If you are developing a simple static website like a blog or wiki, you probably don’t really like to play with a hosting service involving a remote repository like GitHub pages. Pushing to the remote repo every time you make changes and waiting for the building process is not that pleasant. With Cloudflare Workers/Pages, you can upload your website directly using Wrangler.
Installation #
Install Wrangler globally:
Authentication #
There are two ways of authentication:
- If you are using it on your own computer, you can use OAuth in your browser to login by running
wrangler login
. - set
CLOUDFLARE_API_TOKEN
andCLOUDFLARE_ACCOUNT_ID
environmental variables.- API token can be generated here
- for workers, you can use the “Edit Cloudflare Workers” template.
- for pages, follow the offical guice here.
- To find your account ID, log in to the Cloudflare dashboard > select your zone in Account Home > find your account ID in Overview under API on the right-side menu.

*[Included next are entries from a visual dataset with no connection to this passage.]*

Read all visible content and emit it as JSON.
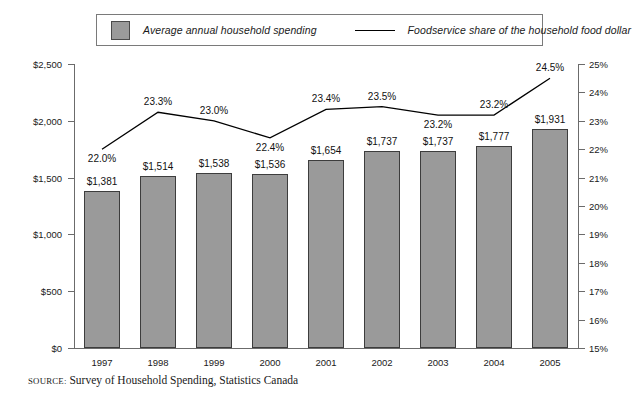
{
  "legend": {
    "bar_entry": "Average annual household spending",
    "line_entry": "Foodservice share of the household food dollar",
    "bar_swatch_icon": "gray-square-swatch",
    "line_swatch_icon": "horizontal-line-swatch",
    "bar_color": "#9a9a9a",
    "line_color": "#000000"
  },
  "source": {
    "kicker": "SOURCE:",
    "text": "Survey of Household Spending, Statistics Canada"
  },
  "chart_data": {
    "type": "bar",
    "title": "",
    "subtitle": "",
    "xlabel": "",
    "ylabel": "",
    "categories": [
      "1997",
      "1998",
      "1999",
      "2000",
      "2001",
      "2002",
      "2003",
      "2004",
      "2005"
    ],
    "grid": false,
    "legend_position": "top",
    "series": [
      {
        "name": "Average annual household spending",
        "type": "bar",
        "axis": "left",
        "color": "#9a9a9a",
        "values": [
          1381,
          1514,
          1538,
          1536,
          1654,
          1737,
          1737,
          1777,
          1931
        ],
        "labels": [
          "$1,381",
          "$1,514",
          "$1,538",
          "$1,536",
          "$1,654",
          "$1,737",
          "$1,737",
          "$1,777",
          "$1,931"
        ]
      },
      {
        "name": "Foodservice share of the household food dollar",
        "type": "line",
        "axis": "right",
        "color": "#000000",
        "values": [
          22.0,
          23.3,
          23.0,
          22.4,
          23.4,
          23.5,
          23.2,
          23.2,
          24.5
        ],
        "labels": [
          "22.0%",
          "23.3%",
          "23.0%",
          "22.4%",
          "23.4%",
          "23.5%",
          "23.2%",
          "23.2%",
          "24.5%"
        ],
        "label_placement": [
          "below",
          "above",
          "above",
          "below",
          "above",
          "above",
          "below",
          "above",
          "above"
        ]
      }
    ],
    "left_axis": {
      "ylim": [
        0,
        2500
      ],
      "tick_values": [
        0,
        500,
        1000,
        1500,
        2000,
        2500
      ],
      "tick_labels": [
        "$0",
        "$500",
        "$1,000",
        "$1,500",
        "$2,000",
        "$2,500"
      ]
    },
    "right_axis": {
      "ylim": [
        15,
        25
      ],
      "tick_values": [
        15,
        16,
        17,
        18,
        19,
        20,
        21,
        22,
        23,
        24,
        25
      ],
      "tick_labels": [
        "15%",
        "16%",
        "17%",
        "18%",
        "19%",
        "20%",
        "21%",
        "22%",
        "23%",
        "24%",
        "25%"
      ]
    }
  }
}
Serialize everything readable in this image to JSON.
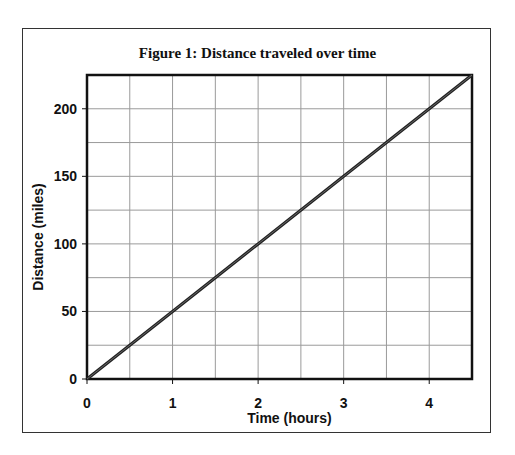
{
  "chart_data": {
    "type": "line",
    "title": "Figure 1: Distance traveled over time",
    "xlabel": "Time (hours)",
    "ylabel": "Distance (miles)",
    "xlim": [
      0,
      4.5
    ],
    "ylim": [
      0,
      225
    ],
    "x_ticks": [
      0,
      1,
      2,
      3,
      4
    ],
    "y_ticks": [
      0,
      50,
      100,
      150,
      200
    ],
    "x_grid_step": 0.5,
    "y_grid_step": 25,
    "grid": true,
    "legend": null,
    "series": [
      {
        "name": "Distance",
        "x": [
          0,
          1,
          2,
          3,
          4,
          4.5
        ],
        "y": [
          0,
          50,
          100,
          150,
          200,
          225
        ],
        "color": "#222222"
      }
    ]
  }
}
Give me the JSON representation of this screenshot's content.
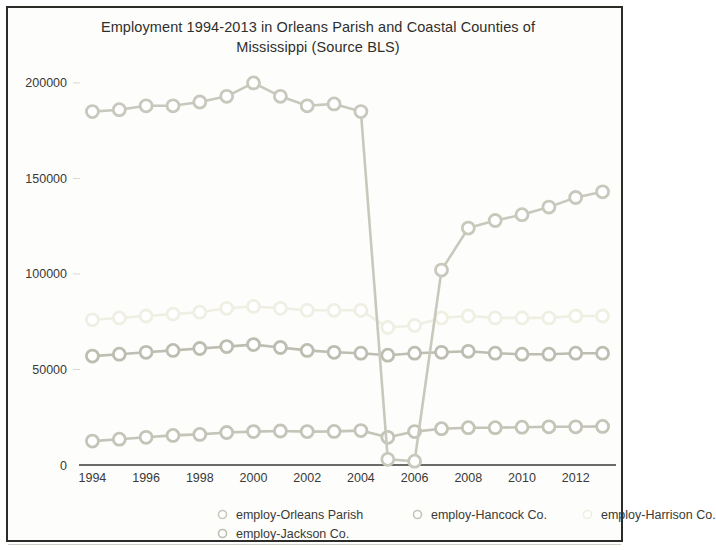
{
  "chart_data": {
    "type": "line",
    "title": "Employment 1994-2013 in Orleans Parish and Coastal Counties of Mississippi (Source BLS)",
    "title_line1": "Employment 1994-2013 in Orleans Parish and Coastal Counties of",
    "title_line2": "Mississippi (Source BLS)",
    "xlabel": "",
    "ylabel": "",
    "x": [
      1994,
      1995,
      1996,
      1997,
      1998,
      1999,
      2000,
      2001,
      2002,
      2003,
      2004,
      2005,
      2006,
      2007,
      2008,
      2009,
      2010,
      2011,
      2012,
      2013
    ],
    "xlim": [
      1993.5,
      2013.5
    ],
    "ylim": [
      0,
      212000
    ],
    "xticks": [
      1994,
      1996,
      1998,
      2000,
      2002,
      2004,
      2006,
      2008,
      2010,
      2012
    ],
    "xticklabels": [
      "1994",
      "1996",
      "1998",
      "2000",
      "2002",
      "2004",
      "2006",
      "2008",
      "2010",
      "2012"
    ],
    "yticks": [
      0,
      50000,
      100000,
      150000,
      200000
    ],
    "yticklabels": [
      "0",
      "50000",
      "100000",
      "150000",
      "200000"
    ],
    "grid": false,
    "legend_position": "bottom",
    "marker": "circle-open",
    "series": [
      {
        "name": "employ-Orleans Parish",
        "color": "#c8c8bd",
        "values": [
          185000,
          186000,
          188000,
          188000,
          190000,
          193000,
          200000,
          193000,
          188000,
          189000,
          185000,
          3000,
          2000,
          102000,
          124000,
          128000,
          131000,
          135000,
          140000,
          143000
        ]
      },
      {
        "name": "employ-Hancock Co.",
        "color": "#c4c4b8",
        "values": [
          12500,
          13500,
          14500,
          15500,
          16000,
          17000,
          17500,
          17800,
          17500,
          17600,
          18000,
          14500,
          17500,
          19000,
          19500,
          19500,
          19800,
          20000,
          20000,
          20200
        ]
      },
      {
        "name": "employ-Harrison Co.",
        "color": "#efefe4",
        "values": [
          76000,
          77000,
          78000,
          79000,
          80000,
          82000,
          83000,
          82000,
          81000,
          81000,
          81000,
          72000,
          73000,
          77000,
          78000,
          77000,
          77000,
          77000,
          78000,
          78000
        ]
      },
      {
        "name": "employ-Jackson Co.",
        "color": "#bdbdb1",
        "values": [
          57000,
          58000,
          59000,
          60000,
          61000,
          62000,
          63000,
          61500,
          60000,
          59000,
          58500,
          57500,
          58500,
          59000,
          59500,
          58500,
          58000,
          58000,
          58500,
          58500
        ]
      }
    ]
  },
  "legend": {
    "rows": [
      [
        "employ-Orleans Parish",
        "employ-Hancock Co.",
        "employ-Harrison Co."
      ],
      [
        "employ-Jackson Co."
      ]
    ]
  }
}
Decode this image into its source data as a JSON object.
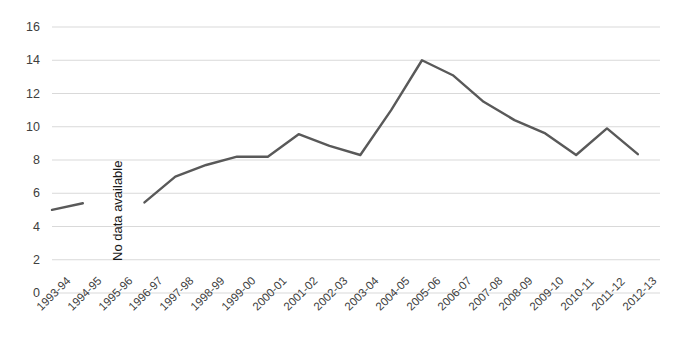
{
  "chart_data": {
    "type": "line",
    "title": "",
    "xlabel": "",
    "ylabel": "",
    "categories": [
      "1993-94",
      "1994-95",
      "1995-96",
      "1996-97",
      "1997-98",
      "1998-99",
      "1999-00",
      "2000-01",
      "2001-02",
      "2002-03",
      "2003-04",
      "2004-05",
      "2005-06",
      "2006-07",
      "2007-08",
      "2008-09",
      "2009-10",
      "2010-11",
      "2011-12",
      "2012-13"
    ],
    "values": [
      5.0,
      5.4,
      null,
      5.45,
      7.0,
      7.7,
      8.2,
      8.2,
      9.55,
      8.85,
      8.3,
      11.0,
      14.0,
      13.1,
      11.5,
      10.4,
      9.6,
      8.3,
      9.9,
      8.35
    ],
    "ylim": [
      0,
      16
    ],
    "yticks": [
      0,
      2,
      4,
      6,
      8,
      10,
      12,
      14,
      16
    ],
    "ytick_labels": [
      "0",
      "2",
      "4",
      "6",
      "8",
      "10",
      "12",
      "14",
      "16"
    ],
    "grid": true,
    "legend": "none",
    "series_color": "#595959",
    "grid_color": "#d9d9d9",
    "line_width": 2.4,
    "annotations": [
      {
        "text": "No data available",
        "category": "1995-96",
        "rotation": -90
      }
    ]
  }
}
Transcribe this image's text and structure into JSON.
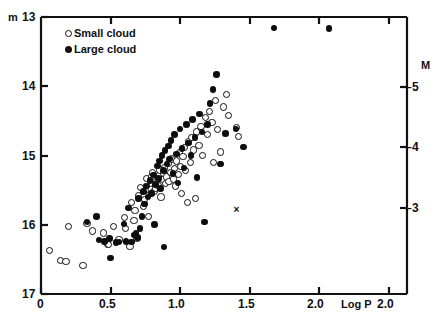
{
  "chart_data": {
    "type": "scatter",
    "title": "",
    "xlabel": "Log P",
    "ylabel": "m",
    "ylabel_right": "M",
    "xlim": [
      0,
      2.5
    ],
    "ylim": [
      17,
      13
    ],
    "ylim_right": [
      -2.55,
      -5.55
    ],
    "grid": false,
    "legend_position": "top-left",
    "x_ticks": [
      {
        "value": 0,
        "label": "0"
      },
      {
        "value": 0.5,
        "label": "0.5"
      },
      {
        "value": 1.0,
        "label": "1.0"
      },
      {
        "value": 1.5,
        "label": "1.5"
      },
      {
        "value": 2.0,
        "label": "2.0"
      },
      {
        "value": 2.5,
        "label": "2.0"
      }
    ],
    "y_ticks_left": [
      {
        "value": 13,
        "label": "13"
      },
      {
        "value": 14,
        "label": "14"
      },
      {
        "value": 15,
        "label": "15"
      },
      {
        "value": 16,
        "label": "16"
      },
      {
        "value": 17,
        "label": "17"
      }
    ],
    "y_ticks_right": [
      {
        "value": -5,
        "label": "5"
      },
      {
        "value": -4,
        "label": "4"
      },
      {
        "value": -3,
        "label": "3"
      }
    ],
    "axis_prefix_left": "m",
    "series": [
      {
        "name": "Small cloud",
        "marker": "open-circle",
        "color": "#0d0d0d",
        "points": [
          [
            0.063,
            16.37
          ],
          [
            0.139,
            16.52
          ],
          [
            0.18,
            16.53
          ],
          [
            0.302,
            16.59
          ],
          [
            0.196,
            16.02
          ],
          [
            0.33,
            15.98
          ],
          [
            0.368,
            16.09
          ],
          [
            0.448,
            16.12
          ],
          [
            0.477,
            16.28
          ],
          [
            0.487,
            16.29
          ],
          [
            0.52,
            16.03
          ],
          [
            0.56,
            16.22
          ],
          [
            0.6,
            15.9
          ],
          [
            0.606,
            16.05
          ],
          [
            0.64,
            16.31
          ],
          [
            0.652,
            15.68
          ],
          [
            0.668,
            15.94
          ],
          [
            0.675,
            15.8
          ],
          [
            0.69,
            16.2
          ],
          [
            0.7,
            15.58
          ],
          [
            0.712,
            15.46
          ],
          [
            0.735,
            15.74
          ],
          [
            0.742,
            15.63
          ],
          [
            0.752,
            15.5
          ],
          [
            0.76,
            15.33
          ],
          [
            0.77,
            15.88
          ],
          [
            0.788,
            15.4
          ],
          [
            0.795,
            15.3
          ],
          [
            0.8,
            15.24
          ],
          [
            0.812,
            15.52
          ],
          [
            0.82,
            15.47
          ],
          [
            0.828,
            15.37
          ],
          [
            0.84,
            15.43
          ],
          [
            0.848,
            15.29
          ],
          [
            0.855,
            15.21
          ],
          [
            0.862,
            15.6
          ],
          [
            0.87,
            15.35
          ],
          [
            0.88,
            15.26
          ],
          [
            0.888,
            15.18
          ],
          [
            0.895,
            15.41
          ],
          [
            0.902,
            15.31
          ],
          [
            0.915,
            15.12
          ],
          [
            0.92,
            15.38
          ],
          [
            0.93,
            15.25
          ],
          [
            0.94,
            15.05
          ],
          [
            0.95,
            15.34
          ],
          [
            0.958,
            15.19
          ],
          [
            0.968,
            15.44
          ],
          [
            0.975,
            15.08
          ],
          [
            0.985,
            15.27
          ],
          [
            0.995,
            14.96
          ],
          [
            1.005,
            15.16
          ],
          [
            1.012,
            15.55
          ],
          [
            1.02,
            15.02
          ],
          [
            1.03,
            14.88
          ],
          [
            1.04,
            15.22
          ],
          [
            1.05,
            15.68
          ],
          [
            1.06,
            14.8
          ],
          [
            1.072,
            15.1
          ],
          [
            1.085,
            14.74
          ],
          [
            1.098,
            14.92
          ],
          [
            1.11,
            15.62
          ],
          [
            1.12,
            14.66
          ],
          [
            1.135,
            14.85
          ],
          [
            1.15,
            14.58
          ],
          [
            1.162,
            15.0
          ],
          [
            1.18,
            14.45
          ],
          [
            1.195,
            14.7
          ],
          [
            1.21,
            14.37
          ],
          [
            1.228,
            14.52
          ],
          [
            1.24,
            15.1
          ],
          [
            1.255,
            14.2
          ],
          [
            1.27,
            14.63
          ],
          [
            1.29,
            14.95
          ],
          [
            1.31,
            14.3
          ],
          [
            1.33,
            14.12
          ],
          [
            1.345,
            14.42
          ],
          [
            1.405,
            14.6
          ],
          [
            1.42,
            14.72
          ]
        ]
      },
      {
        "name": "Large cloud",
        "marker": "filled-circle",
        "color": "#0d0d0d",
        "points": [
          [
            0.33,
            15.96
          ],
          [
            0.398,
            15.88
          ],
          [
            0.418,
            16.22
          ],
          [
            0.455,
            16.24
          ],
          [
            0.492,
            16.2
          ],
          [
            0.5,
            16.48
          ],
          [
            0.538,
            16.26
          ],
          [
            0.56,
            16.25
          ],
          [
            0.596,
            15.99
          ],
          [
            0.612,
            16.24
          ],
          [
            0.63,
            15.76
          ],
          [
            0.652,
            16.25
          ],
          [
            0.668,
            16.15
          ],
          [
            0.682,
            16.12
          ],
          [
            0.695,
            16.18
          ],
          [
            0.7,
            15.62
          ],
          [
            0.712,
            16.05
          ],
          [
            0.725,
            15.88
          ],
          [
            0.735,
            15.52
          ],
          [
            0.742,
            15.7
          ],
          [
            0.758,
            15.44
          ],
          [
            0.77,
            15.6
          ],
          [
            0.782,
            15.36
          ],
          [
            0.795,
            15.55
          ],
          [
            0.808,
            15.28
          ],
          [
            0.815,
            16.0
          ],
          [
            0.822,
            15.42
          ],
          [
            0.835,
            15.15
          ],
          [
            0.845,
            15.33
          ],
          [
            0.852,
            15.08
          ],
          [
            0.86,
            15.48
          ],
          [
            0.87,
            15.0
          ],
          [
            0.878,
            15.22
          ],
          [
            0.885,
            16.32
          ],
          [
            0.892,
            14.93
          ],
          [
            0.905,
            15.12
          ],
          [
            0.918,
            14.86
          ],
          [
            0.925,
            15.05
          ],
          [
            0.935,
            14.78
          ],
          [
            0.948,
            15.26
          ],
          [
            0.96,
            14.7
          ],
          [
            0.972,
            14.98
          ],
          [
            0.985,
            15.4
          ],
          [
            0.998,
            14.62
          ],
          [
            1.012,
            14.9
          ],
          [
            1.028,
            15.18
          ],
          [
            1.045,
            14.55
          ],
          [
            1.06,
            14.82
          ],
          [
            1.078,
            15.0
          ],
          [
            1.09,
            14.48
          ],
          [
            1.105,
            14.74
          ],
          [
            1.122,
            15.32
          ],
          [
            1.14,
            14.4
          ],
          [
            1.158,
            14.66
          ],
          [
            1.175,
            15.96
          ],
          [
            1.198,
            14.55
          ],
          [
            1.215,
            14.25
          ],
          [
            1.235,
            14.05
          ],
          [
            1.26,
            13.83
          ],
          [
            1.29,
            15.12
          ],
          [
            1.325,
            14.68
          ],
          [
            1.4,
            14.62
          ],
          [
            1.455,
            14.88
          ],
          [
            1.675,
            13.16
          ],
          [
            2.07,
            13.17
          ]
        ]
      },
      {
        "name": "outlier-cross",
        "marker": "cross",
        "color": "#0d0d0d",
        "points": [
          [
            1.405,
            15.78
          ]
        ]
      }
    ]
  },
  "legend": {
    "items": [
      {
        "label": "Small cloud",
        "marker": "open-circle"
      },
      {
        "label": "Large cloud",
        "marker": "filled-circle"
      }
    ]
  }
}
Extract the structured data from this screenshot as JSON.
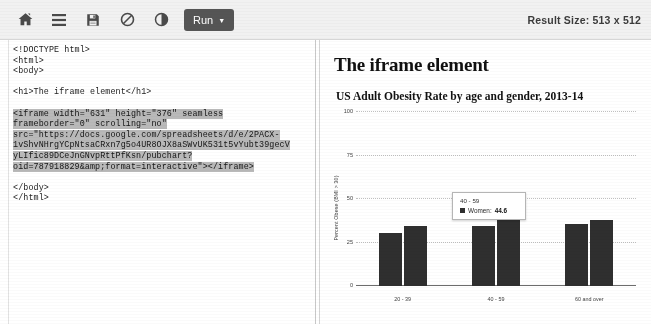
{
  "toolbar": {
    "icons": [
      {
        "name": "home-icon",
        "title": "Home"
      },
      {
        "name": "menu-icon",
        "title": "Menu"
      },
      {
        "name": "save-icon",
        "title": "Save"
      },
      {
        "name": "no-entry-icon",
        "title": "Disable"
      },
      {
        "name": "contrast-icon",
        "title": "Dark mode"
      }
    ],
    "run_label": "Run",
    "run_caret": "▼",
    "result_size_label": "Result Size: 513 x 512"
  },
  "editor": {
    "code_before": "<!DOCTYPE html>\n<html>\n<body>\n\n<h1>The iframe element</h1>\n\n",
    "code_selected": "<iframe width=\"631\" height=\"376\" seamless\nframeborder=\"0\" scrolling=\"no\"\nsrc=\"https://docs.google.com/spreadsheets/d/e/2PACX-\n1vShvNHrgYCpNtsaCRxn7g5o4UR8OJX8aSWvUK531t5vYubt39gecV\nyLIfic89DCeJnGNvpRttPfKsn/pubchart?\noid=787918829&amp;format=interactive\"></iframe>",
    "code_after": "\n\n</body>\n</html>\n"
  },
  "result": {
    "page_heading": "The iframe element"
  },
  "chart_data": {
    "type": "bar",
    "title": "US Adult Obesity Rate by age and gender, 2013-14",
    "xlabel": "",
    "ylabel": "Percent Obese (BMI > 30)",
    "categories": [
      "20 - 39",
      "40 - 59",
      "60 and over"
    ],
    "series": [
      {
        "name": "Men",
        "values": [
          30.3,
          34.3,
          35.5
        ]
      },
      {
        "name": "Women",
        "values": [
          34.4,
          44.6,
          38.1
        ]
      }
    ],
    "ylim": [
      0,
      100
    ],
    "yticks": [
      0,
      25,
      50,
      75,
      100
    ],
    "grid": true,
    "legend": "none",
    "tooltip": {
      "category": "40 - 59",
      "series": "Women",
      "value": "44.6",
      "separator": ": "
    }
  }
}
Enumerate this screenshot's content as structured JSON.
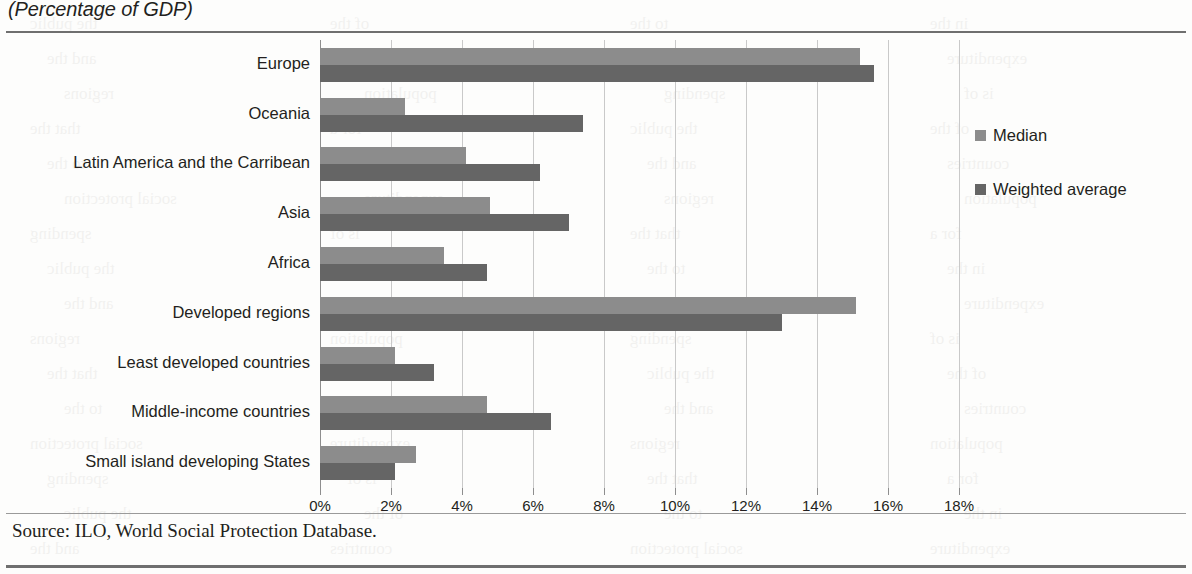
{
  "subtitle": "(Percentage of GDP)",
  "source_note": "Source: ILO, World Social Protection Database.",
  "legend": {
    "median_label": "Median",
    "weighted_label": "Weighted average"
  },
  "colors": {
    "median": "#8c8c8c",
    "weighted_average": "#656565",
    "gridline": "#c9c9c9",
    "axis": "#8e8e8e",
    "rule": "#6f6f6f",
    "text": "#231f20"
  },
  "chart_data": {
    "type": "bar",
    "orientation": "horizontal",
    "title": "",
    "subtitle": "(Percentage of GDP)",
    "xlabel": "",
    "ylabel": "",
    "xlim": [
      0,
      18
    ],
    "xticks": [
      0,
      2,
      4,
      6,
      8,
      10,
      12,
      14,
      16,
      18
    ],
    "xtick_labels": [
      "0%",
      "2%",
      "4%",
      "6%",
      "8%",
      "10%",
      "12%",
      "14%",
      "16%",
      "18%"
    ],
    "grid": true,
    "legend_position": "right",
    "categories": [
      "Europe",
      "Oceania",
      "Latin America and the Carribean",
      "Asia",
      "Africa",
      "Developed regions",
      "Least developed countries",
      "Middle-income countries",
      "Small island developing States"
    ],
    "series": [
      {
        "name": "Median",
        "values": [
          15.2,
          2.4,
          4.1,
          4.8,
          3.5,
          15.1,
          2.1,
          4.7,
          2.7
        ]
      },
      {
        "name": "Weighted average",
        "values": [
          15.6,
          7.4,
          6.2,
          7.0,
          4.7,
          13.0,
          3.2,
          6.5,
          2.1
        ]
      }
    ]
  },
  "bleed_text": [
    "the public",
    "of the",
    "to the",
    "in the",
    "and the",
    "countries",
    "social protection",
    "expenditure",
    "regions",
    "population",
    "spending",
    "is of",
    "that the",
    "for a"
  ]
}
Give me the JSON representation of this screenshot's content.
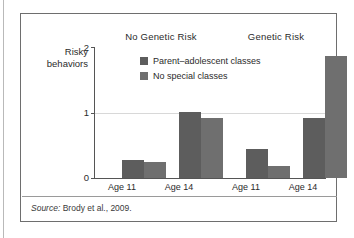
{
  "figure": {
    "source_label": "Source:",
    "source_text": "Brody et al., 2009."
  },
  "chart_data": {
    "type": "bar",
    "title": "",
    "xlabel": "",
    "ylabel": "Risky behaviors",
    "ylabel_line1": "Risky",
    "ylabel_line2": "behaviors",
    "ylim": [
      0,
      2
    ],
    "yticks": [
      0,
      1,
      2
    ],
    "ytick_labels": [
      "0",
      "1",
      "2"
    ],
    "grid": "horizontal-at-1",
    "legend_position": "inside-top-center",
    "panels": [
      {
        "name": "No Genetic Risk",
        "categories": [
          "Age 11",
          "Age 14"
        ]
      },
      {
        "name": "Genetic Risk",
        "categories": [
          "Age 11",
          "Age 14"
        ]
      }
    ],
    "categories": [
      "Age 11",
      "Age 14",
      "Age 11",
      "Age 14"
    ],
    "series": [
      {
        "name": "Parent–adolescent classes",
        "color": "#5d5d5d",
        "values": [
          0.27,
          1.02,
          0.45,
          0.92
        ]
      },
      {
        "name": "No special classes",
        "color": "#6f6f6f",
        "values": [
          0.24,
          0.92,
          0.18,
          1.87
        ]
      }
    ]
  }
}
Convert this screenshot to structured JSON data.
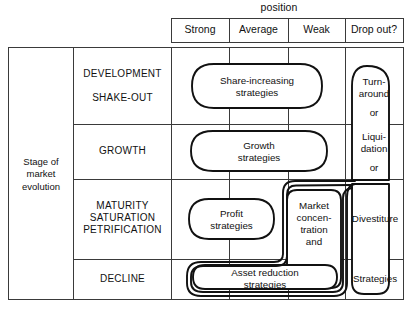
{
  "figure": {
    "top_axis_title": "position",
    "left_axis_title": "Stage of\nmarket\nevolution"
  },
  "columns": [
    {
      "id": "strong",
      "label": "Strong"
    },
    {
      "id": "average",
      "label": "Average"
    },
    {
      "id": "weak",
      "label": "Weak"
    },
    {
      "id": "dropout",
      "label": "Drop out?"
    }
  ],
  "rows": [
    {
      "id": "development-shakeout",
      "label": "DEVELOPMENT\n\nSHAKE-OUT"
    },
    {
      "id": "growth",
      "label": "GROWTH"
    },
    {
      "id": "maturity",
      "label": "MATURITY\nSATURATION\nPETRIFICATION"
    },
    {
      "id": "decline",
      "label": "DECLINE"
    }
  ],
  "cells": {
    "share_increasing": "Share-increasing\nstrategies",
    "growth_strategies": "Growth\nstrategies",
    "profit_strategies": "Profit\nstrategies",
    "market_concentration": "Market\nconcen-\ntration\nand",
    "asset_reduction": "Asset reduction\nstrategies",
    "turnaround": "Turn-\naround",
    "or_1": "or",
    "liquidation": "Liqui-\ndation",
    "or_2": "or",
    "divestiture": "Divestiture",
    "strategies": "Strategies"
  },
  "style": {
    "grid_color": "#3a3a3a",
    "outline_color": "#111111",
    "background": "#ffffff"
  }
}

- API token can be generated here
Cloudflare Workers #
Cloudflare Worker is flexible and powerful. You can do much more than hosting website. You websites are stored in the KV storage.
To deploy your website:
- copy wrangler.toml to your project directory.
- change
bucket
to your website directory, e.g.public
folder for a hugo website. - optionally, add
route = "your-domain.com/*"
to set custom domain/route for your website.
- change
- create
src
folder and copy index.js - in the
src
folder, runnpm i @cloudflare/kv-asset-handler
- finally, back to the folder where you put
wrangler.toml
, runwrangler publish
to deploy your website.
Cloudflare Pages #
Cloudflare Pages is meant to replace the website hosting functionality of Workers. It supports lots of front-end framework so you can deploy your front-end application very easily. You can still upload locally with wrangler
but it doesn’t work that well (it failed to upload my hugo blog).
The upload is pretty easy: simple run wrangler pages publish <directory>
and follow the instruction.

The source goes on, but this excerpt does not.